4 Feb 2012: ALON A2 — ROBINSON DAVID E

4 Feb 2012: ALON A2 — ROBINSON DAVID E

No fatalities • Forks, WA, United States

Probable cause

The pilot's incorrect placement of the throttle prior to starting the airplane by hand. Contributing to the accident was that the pilot did not ensure that the airplane was restrained in a manner that would keep it from moving forward.

— NTSB Determination

Accident narrative

The pilot, who due to a dead battery, planned on starting his airplane by hand-propping it. After loading his passenger, he set the throttle and the parking brake, but he elected not to tie the airplane down or place chocks in front of its wheels. When he pulled the propeller through, the engine started right up as he intended, but he had placed the throttle in a position that resulted in a higher RPM than he had expected. Due to the high RPM, the parking brake was unable to hold the airplane in position and it therefore started rolling forward with only the passenger inside. Although the pilot attempted to reenter the airplane, he was unable to do so. While the passenger was able to steer the airplane along the taxiway, she did not know how to stop it, and it eventually went through a fence and over an embankment. During the accident sequence both the fuselage and the wings were substantially damaged. According to the pilot, there was no malfunction or anomaly related to the parking brake system or the throttle mechanism.

Contributing factors

  • cause Incorrect use/operation
  • factor down/mooring
  • cause Pilot
  • factor Pilot

Conditions

Weather
VMC, vis 10sm

Loading the flight search…

What you can do on Flight Finder

  • Search flights between any two airports with live fares.
  • By aircraft — pick a plane model (e.g. Boeing 787, Airbus A350) and see every route it flies from your origin.
  • Route map — click any airport worldwide to explore its destinations, or draw a radius to find nearby airports.
  • Global aviation safety — aviation accident database, 5,200+ records since 1980, with map and rankings by aircraft and operator.
  • NTSB safety feed — recent U.S. aviation accidents and incidents from the official NTSB CAROL database, updated daily.
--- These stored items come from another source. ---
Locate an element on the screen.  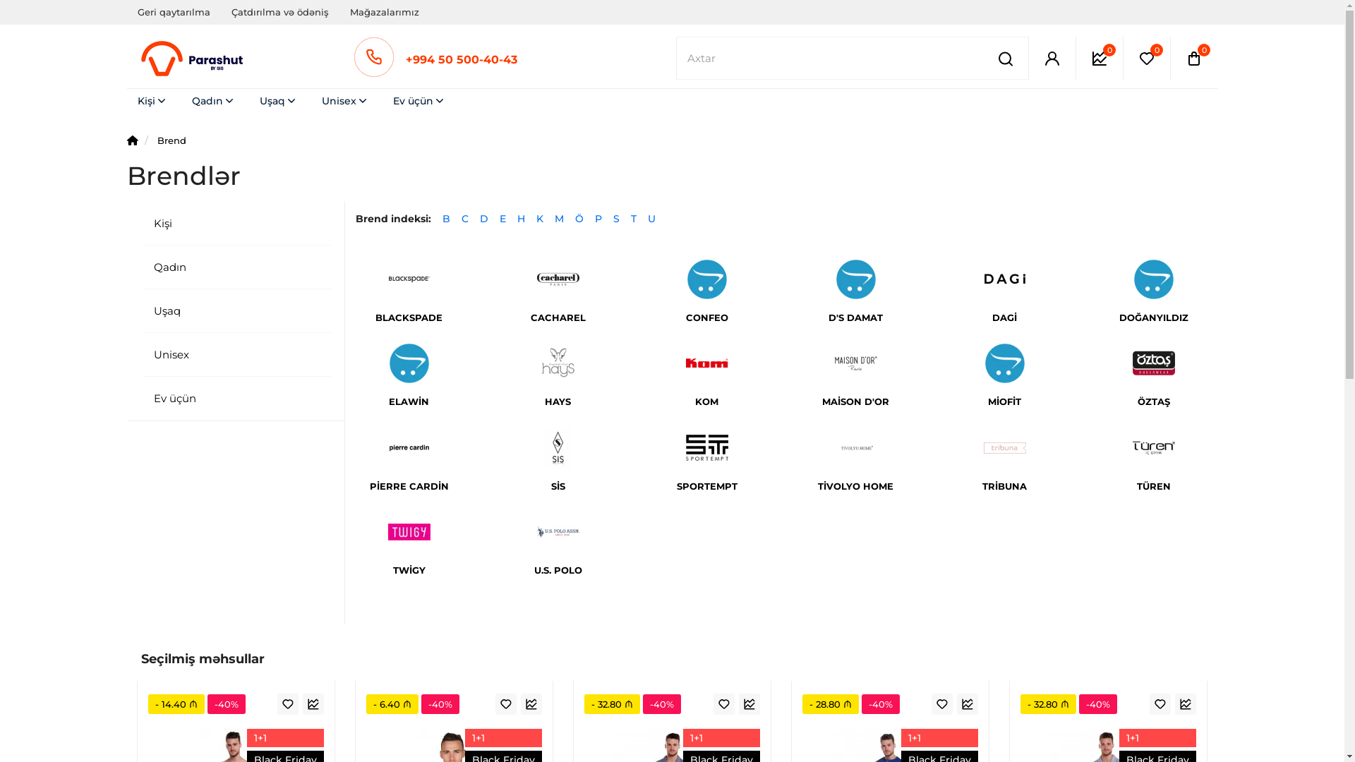
E is located at coordinates (502, 219).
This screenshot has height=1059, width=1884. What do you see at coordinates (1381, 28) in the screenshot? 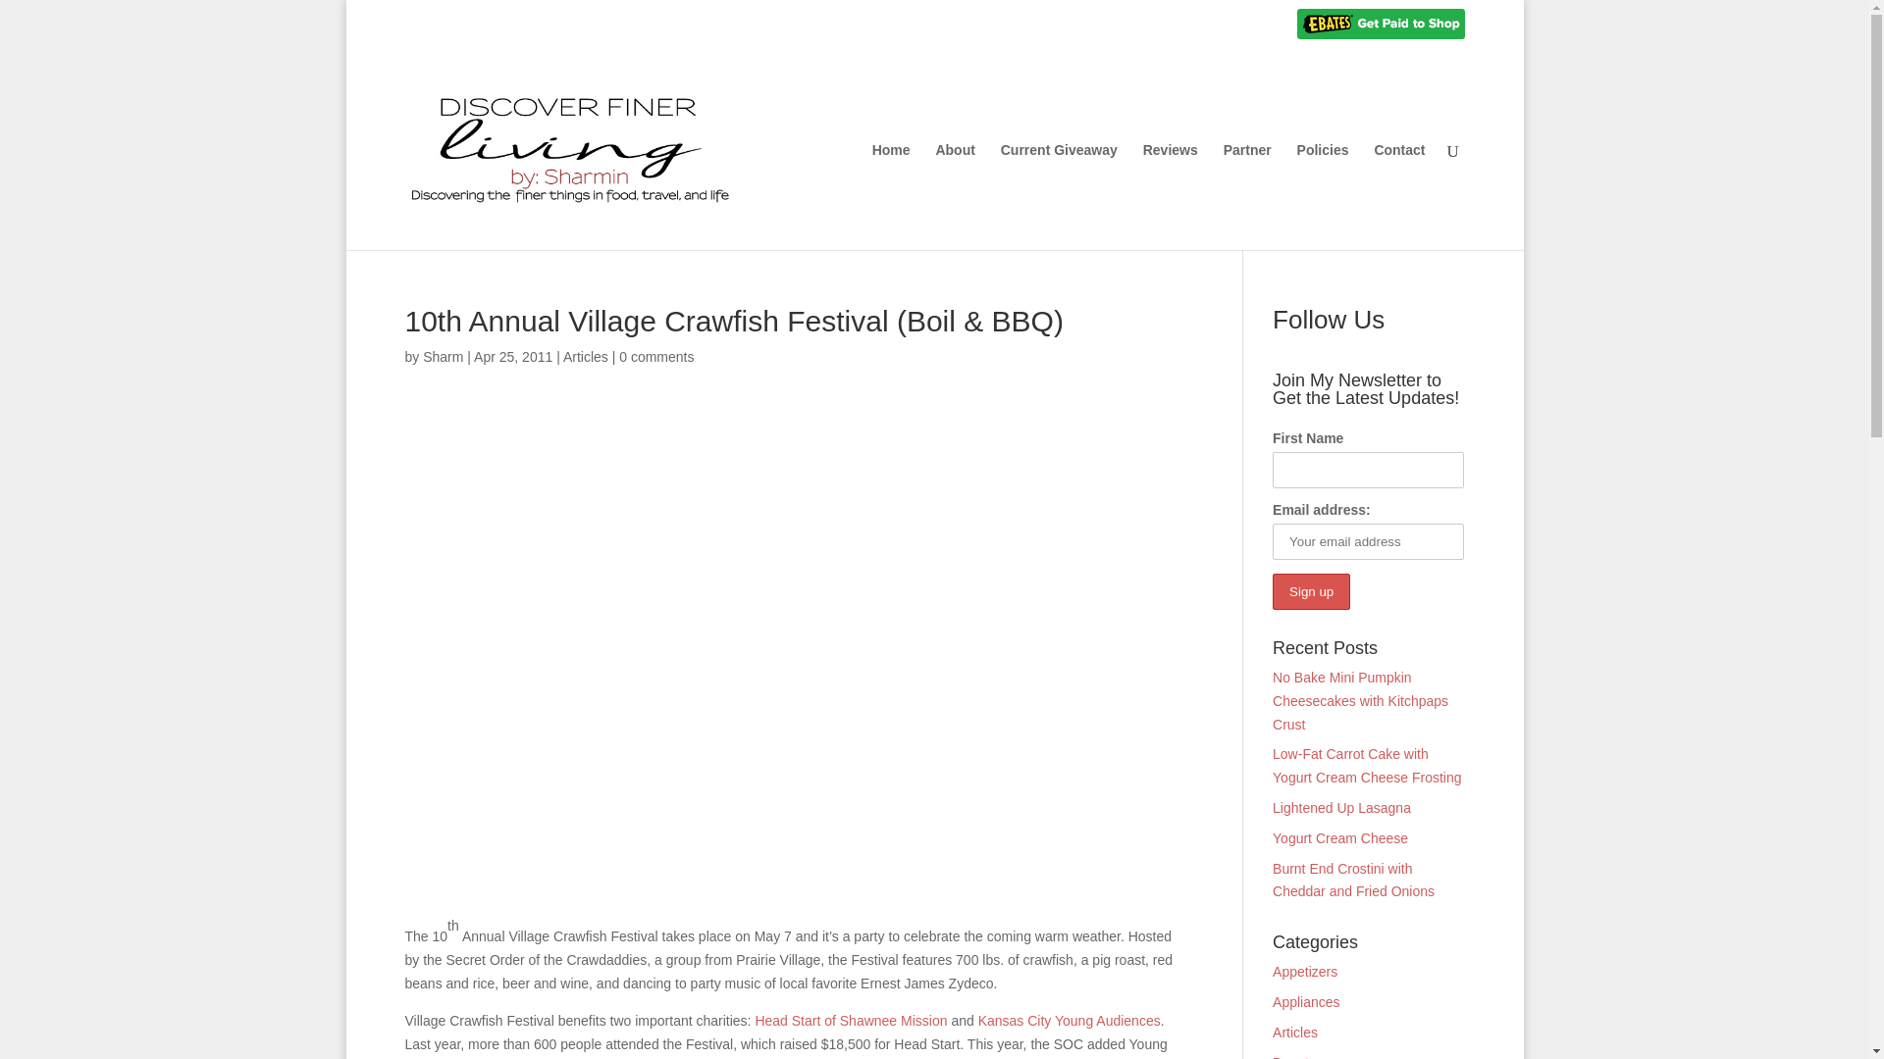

Frequently asked questions

How do I search flights by aircraft type on FlightFinder?

Pick an aircraft model — Boeing 737, Airbus A320, A380, Boeing 787 Dreamliner and more — enter your origin airport, and FlightFinder shows every route that plane flies from there with live fares.

Which aircraft types can I filter by?

We support Boeing 737/747/757/767/777/787, the full Airbus A220/A319/A320/A321/A330/A340/A350/A380 family, Embraer E170/E175/E190/E195, Bombardier CRJ and Dash 8, and the ATR 42/72 turboprops.

Is FlightFinder free to use?

Search and schedules are free. Pro ($4.99/month, $39/year, or $99 one-time lifetime) unlocks the enriched flight card — on-time stats, CO₂ per passenger, amenities, live gate & weather — plus My Trips with push alerts.

Where does the route data come from?

Live schedules come from Amadeus, AeroDataBox and Travelpayouts. Observed routes (which aircraft actually flew a given city pair) are crowdsourced from adsb.lol ADS-B data under the Open Database License.